Japanese flute music about birds

On 16 September, Japanese flute music about birds will be heard in the Dom Church in Utrecht. This concert is supported by the Japan Fans foundation.

On Saturday night 16 September, Martine Mussies will present a new repertoire of flute music around birds in the historic Cathedral Church. This event is part of the series “Night of Light,” where hundreds of people gather in the church every third Saturday night of the month to light a candle and enjoy the atmosphere.

Japanese flute music about birds

From the nightingale to the cuckoo, bird sounds have always held a special place in the musical imagination.
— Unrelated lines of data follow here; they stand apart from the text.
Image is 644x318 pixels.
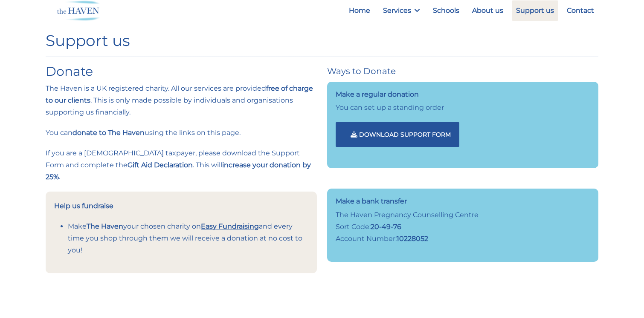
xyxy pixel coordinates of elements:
[397,235,429,243] strong: 10228052
[86,223,123,231] strong: The Haven
[336,90,419,99] strong: Make a regular donation
[370,223,402,231] strong: 20-49-76
[336,198,407,206] strong: Make a bank transfer
[344,0,374,21] a: Home
[336,122,460,147] button: Download Support form
[127,161,193,170] strong: Gift Aid Declaration
[359,131,451,139] span: Download Support form
[563,0,598,21] a: Contact
[54,202,113,210] strong: Help us fundraise
[46,32,598,49] h1: Support us
[46,64,317,80] h2: Donate
[467,0,507,21] a: About us
[73,129,145,137] strong: donate to The Haven
[378,0,425,21] a: Services
[336,102,590,113] p: You can set up a standing order
[68,221,308,257] p: Make your chosen charity on and every time you shop through them we will receive a donation at no...
[46,127,317,139] p: You can using the links on this page.
[429,0,464,21] a: Schools
[512,0,559,21] a: Support us
[327,64,598,79] h4: Ways to Donate
[46,82,317,118] p: The Haven is a UK registered charity. All our services are provided . This is only made possible ...
[201,223,259,231] a: Easy Fundraising
[336,209,590,245] p: The Haven Pregnancy Counselling Centre Sort Code: Account Number:
[46,147,317,183] p: If you are a [DEMOGRAPHIC_DATA] taxpayer, please download the Support Form and complete the . Thi...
On behalf of the Japan Fans Foundation, Martine has already regularly performed Japanese flute music, which includes many bird sounds and songs about birds. Apart from the Night of Light, she has performed with it at the Camera Japan festival, the Hanami Festival and in the Neude library as part of the Manga & Japanese Culture Week. Her repertoire includes the series of mini pieces composed especially for her by Patrick William Meagher. These pieces are based on the calls of Japanese birds and composed for the Garklein, the smallest recorder in existence.

For this concert, Martine complements her Japanese bird music with the bird sounds from Athanasius Kircher’s 1650 “Musurgia Universalis”, a manuscript she went to London specifically to see, and with a treasure trove of bird songs from the Baltic states. Indeed, last summer she spent a month travelling through Estonia, Latvia and Lithuania. From the big capitals to the small villages, by bus, train, Bolt and walking. She sucked in all the impressions – of the folk melodies, the landscapes, the architecture, the art, the history and not least the people and animals – and came back with a book full of notes, a bag full of CDs, a treasure trove of experiences and some new handmade flutes, which will be heard in concert for the first time on this Saturday the 16th of September.

In the upcoming “Night of Light”, Martine uses a range of unusual flutes, including, in addition to the Garklein and Japanese flutes, ceramic animal whistles, Skudučiai (bamboo flutes from Lithuania), Lumzdelis (a traditional Lithuanian shepherd’s instrument), and Stabule (also known as stebule or stabuļa, a Latvian recorder).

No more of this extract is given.